Sounds plausible? Zyklon-B is explosive–so how does one account for the discrepancy here? To answer that, one needs to understand the minimal concentrations necessary for a gas to explode and terms such as “parts per million,” or point to the ventilation systems Nazis themselves installed in the gas chambers. By this point, however, deniers have reached their goal of planting doubt within their audience
It’s this approach, rather than extreme claims about Jewish conspiracies, that can find an audience even among fair minded individuals. Dr. Robert Faurisson, a former French academic, made his name in the denial community first by focusing on the “problem of the gas chambers.” He later would argue that the Holocaust is a “Zionist lie” and a “huge financial swindle of which the state of Israel is the principal beneficiary.” This reflects a common sentiment among deniers, that the Holocaust has been, at the very least, exaggerated in order to benefit Jews and Israel financially. Nevertheless, denial arguments don’t usually start with that conclusion. They end there.
Why Bother?
A more immediate question arises when looking at the efforts of Holocaust deniers against a mountain of testimonials, documents, and historical research. The Nizkor Project, an anti-denial group based out of Canada, puts simply puts it: “Given the evidence… why do people deny the Holocaust?”
Today, denial has largely been relegated to fringe hate groups, neo-Nazis, and blatant anti-Semites. So for the answer, it’s worth looking at what such groups themselves say on the subject. The Nizkor Project has an entire section of its website devoted to the statements of the National Socialist White People’s Party on denial. Their leader, Harold Covington, is quoted from a 1996 bulletin paraphrasing leading critic of Holocaust denial Deborah Lipstadt:
“The real purpose of Holocaust revisionism is to make National Socialism an acceptable political alternative again,” Covington summarizes. Then he adds, “I normally don’t agree with anything a Jew says, but I recall exclaiming, ‘Bingo! Got it in one! Give that lady a cigar!'”

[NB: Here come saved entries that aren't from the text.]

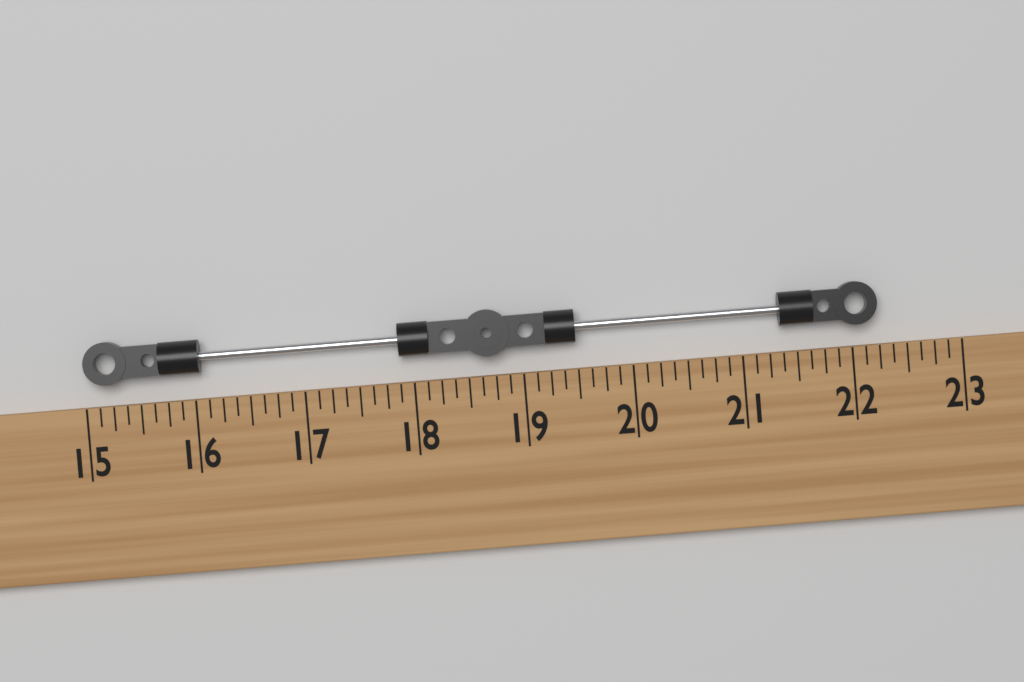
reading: 22.250 (no unit)
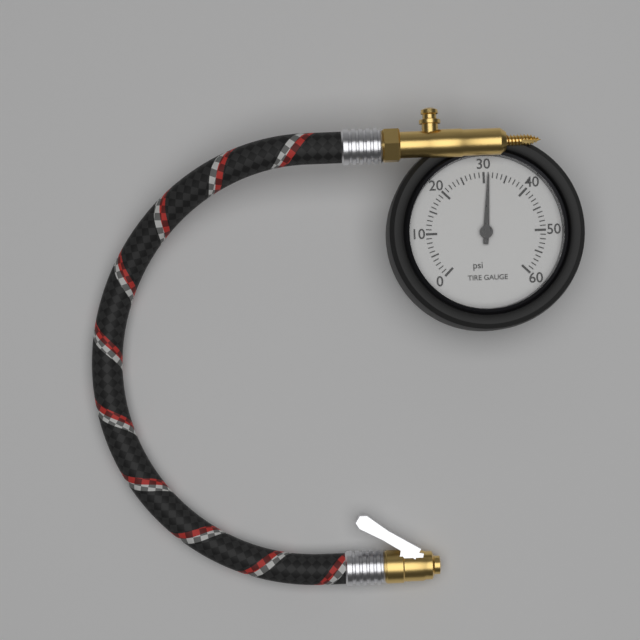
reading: 31 psi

Covington is quoted elsewhere as saying, “Take away the Holocaust and what do you have left? Without their precious Holocaust, what are the Jews? Just a grubby little bunch of international bandits and assassins and squatters who have perpetrated the most massive, cynical fraud in human history.”

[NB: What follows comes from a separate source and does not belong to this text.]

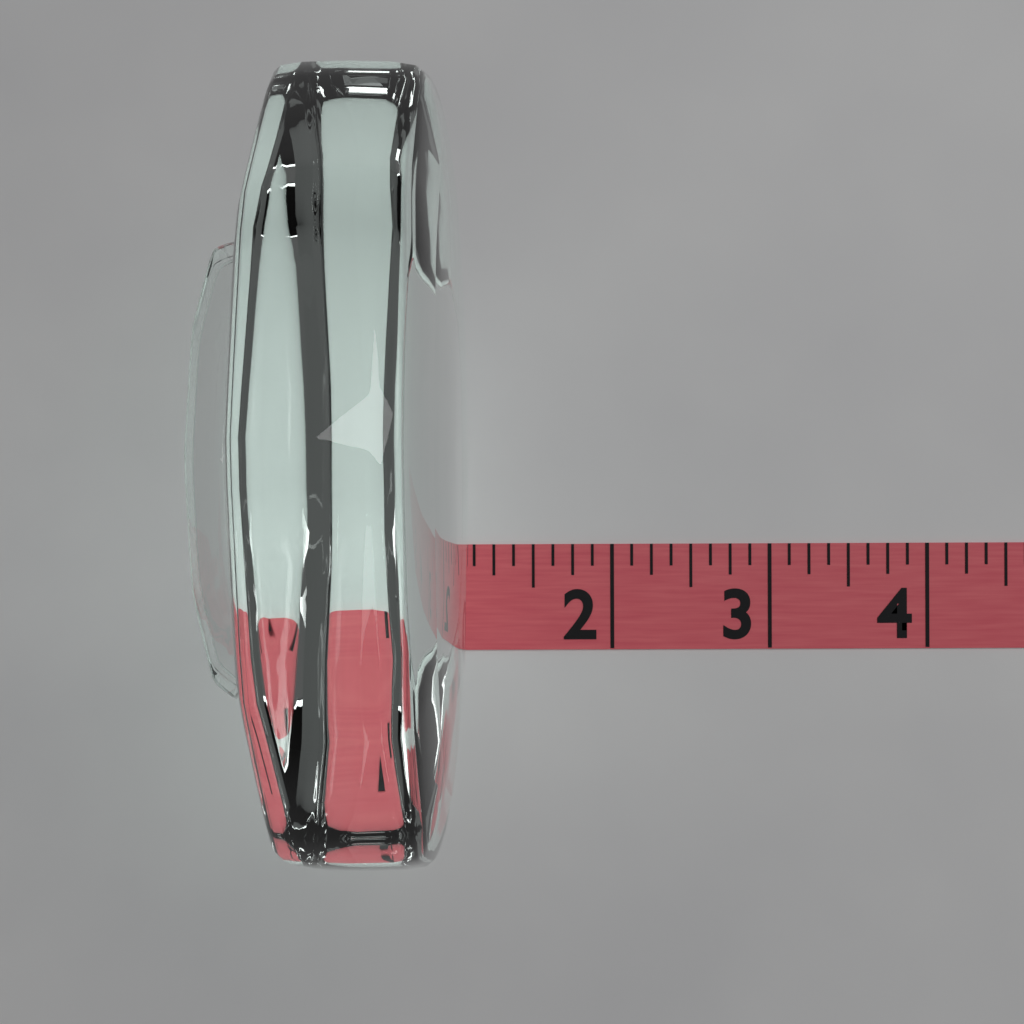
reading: 1.125 (no unit)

Many see Holocaust denial as an anti-Semitic attempt to legitimize white power and hate group ideology. Though some deniers have attempted to minimize this reality and cloak their efforts in scholarship, their own statements reveal their primary motivations.
Still in the years just after the Holocaust, denial was less a blatantly anti-Semitic movement and more the outgrowth of extreme libertarianism, anti-war thinkers, and perpetrators themselves attempting to avoid blame.

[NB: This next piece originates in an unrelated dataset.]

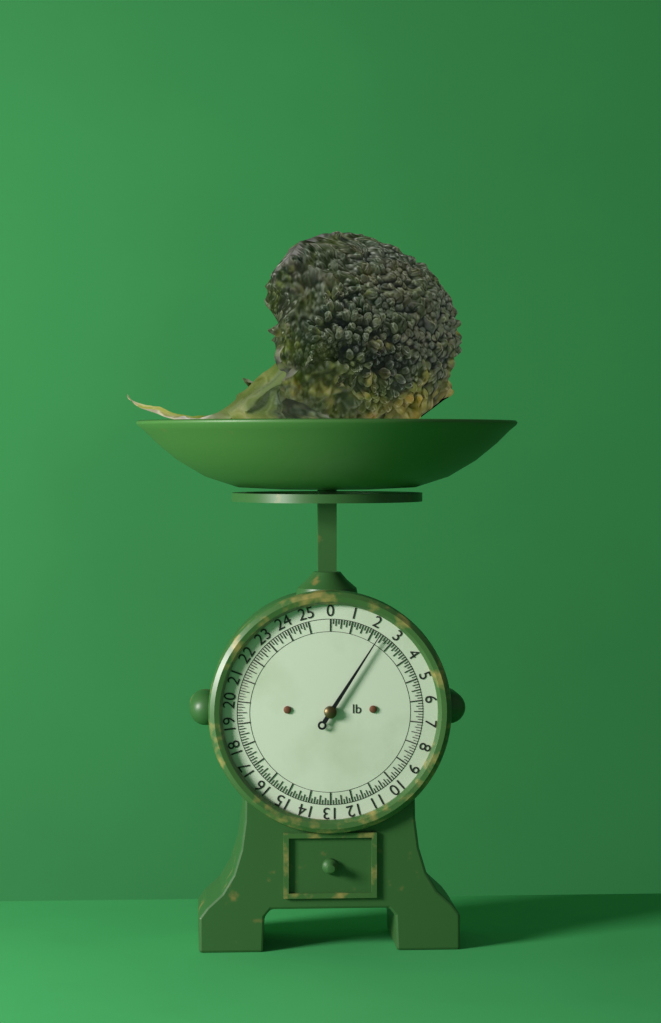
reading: 2.375 lb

The father of the denial movement was Harry Elmer Barnes. Hardly a raving anti-Semite, he was once a respected historian. He was an anti-war writer in the years prior to World War II, and after the war based his criticism of U.S. involvement on libertarian principles. It was these positions that led Barnes to write off the Holocaust as a piece of Allied propaganda — something most other libertarians rejected even while embracing his other writings.
However clear the historical record may be, it remains forever vulnerable to popular ignorance and apathy. The tactic of deniers is to pose questions, raise doubts, and ignore historical evidence. While informed people might call Holocaust denial ridiculous, their clear strategy and goals are far from that.